Credit: Serge Salat, Urban Morphology Institute, based on material produced by Gehl architects.
The team led by Gehl was asked to conceptualize the streetscape with a people first approach. The ‘Shanghai Street Design Guidelines’ are based on the simple and all-encompassing principle that the street is first public space. The guide promotes the street as a streetscape for people, analysed and planned for across the city, district, block, neighbourhood, street and individual human scales. The guide breaks the principle of one-size-fits-all infrastructure planning to include different street type designs, space and time rationale, and the recognition of different traffic participants. The case study well demonstrates how streets are more than the mere space for traffic. It shows how streets are a fundamental aspect of human life, and how their design affects multiple levels of society. The reading illustrates the unit on people-centred mobility and street design.
Introduction
As a result of the largest rural to urban migration in human history, Chinese cities will be home to over 1 billion people by 2030, representing one of every eight people on earth. How Chinese cities are planned and built will therefore have a huge impact, not only on the lives of a billion people, but the development of the world. In 2016, under the longstanding partnership with Energy Foundation, Gehl and SHUPDRI embarked on co-defining a set of 'Street Design Guidelines' for China’s most populous city. The guidelines aimed to reframe the street, from an infrastructure element to livable public space.
In Shanghai, like many other Chinese cities, the pace of urbanization and the quest for exponential economic growth has led to the prioritization of the street as transport infrastructure. Formerly thriving streets slowly became roads; responsible only for the movement of as many people and goods as possible. Consequently, the humanity and human scale of the street significantly diminished and public life across many of Shanghai’s streets suffered. To counter this effect and in parity with the Shanghai Master Plan (2016-2040) and the City of Shanghai, Gehl was asked to conceptualise the streetscape with a people first approach. And so, the ‘Shanghai Street Design Guidelines’ was developed, the first of its kind in China.
Broadening the scope of the street
The ‘Shanghai Street Design Guidelines’ are based on the simple and all-encompassing principle that the street is public space. It refers to the streetscape as both a concept (the way we think and approach the planning of streets) and a design (the way we choose and prioritise physical design according to human-centric functionality).

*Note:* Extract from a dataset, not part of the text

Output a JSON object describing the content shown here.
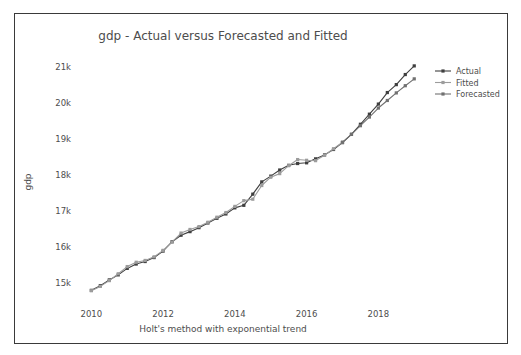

At the conceptual level the guide promotes the street as a streetscape, that must be analysed and planned for across the city, district, block, neighbourhood, street and individual human scales. This moves the concept of the street from a mobility corridor perspective, to the street as the foundation for public life, public health, for cultural and social exchange, and for the promotion of sustainable and liveable lifestyles.
At the design level the guide breaks the principle of one size fits all infrastructure planning to include differential street type design options, space and time rationale, and the recognition of different traffic participants.
To enable customizable design the guide promotes the street at building to building scale, to include block length, façade and ground floor activity profiling, walking and activity space, auxiliary function facility, and traffic facility considerations. Existing best practice in Shanghai is included as inspiration and as a foundation for the further development of its design strategies and principles.
A lasting Influence
In China, Shanghai, and likewise around the world, authorities are taking an increased responsibility and proactive approach to create liveable and sustainable mixed-use public space. This premise however, isn’t always translated to real, on the ground change. There remains such a strong momentum behind the sectorial structures that build and maintain our urban systems, and the thinking that accompanies those structures remains embedded. This is born from a time when cities where viewed as functional, singular elements, overlooking the detailed complexity and intricacy between the urban form and its users. To challenge this way of thinking and operating, the ‘Shanghai Street Design Guidelines’ endorses six implementation principles that inform the participation and cooperation between responsible departments; a guide to encourage cross-departmental collaborations of the streetscape.
The ‘Shanghai Street Design Guidelines’ can be seen and felt at the strategic and governance level, receiving the 1st prize in 2017 for the ‘Shanghai Excellent Urban and Rural Planning and Design Award’, and 5th prize in the 2017 ‘National Planning Document Award’. The guidelines have inspired 20 other major Chinese cities to adopt their own guidelines, addressing many of the same principles and concepts present in the ‘Shanghai Street Design Guidelines’.
Recommendations & Key Moves Toward a Better Public Realm
The collective evidence gathered by the PSPL formed the basis for Gehl’s strategic recommendations. These comprised of twelve key moves across four themes: Transportation, Public Life, the Built Environment, and Climate Resilience. These themes provided a clear rationale and coherent structure to base future planning strategy and decisions and ultimately catalyse long-term change.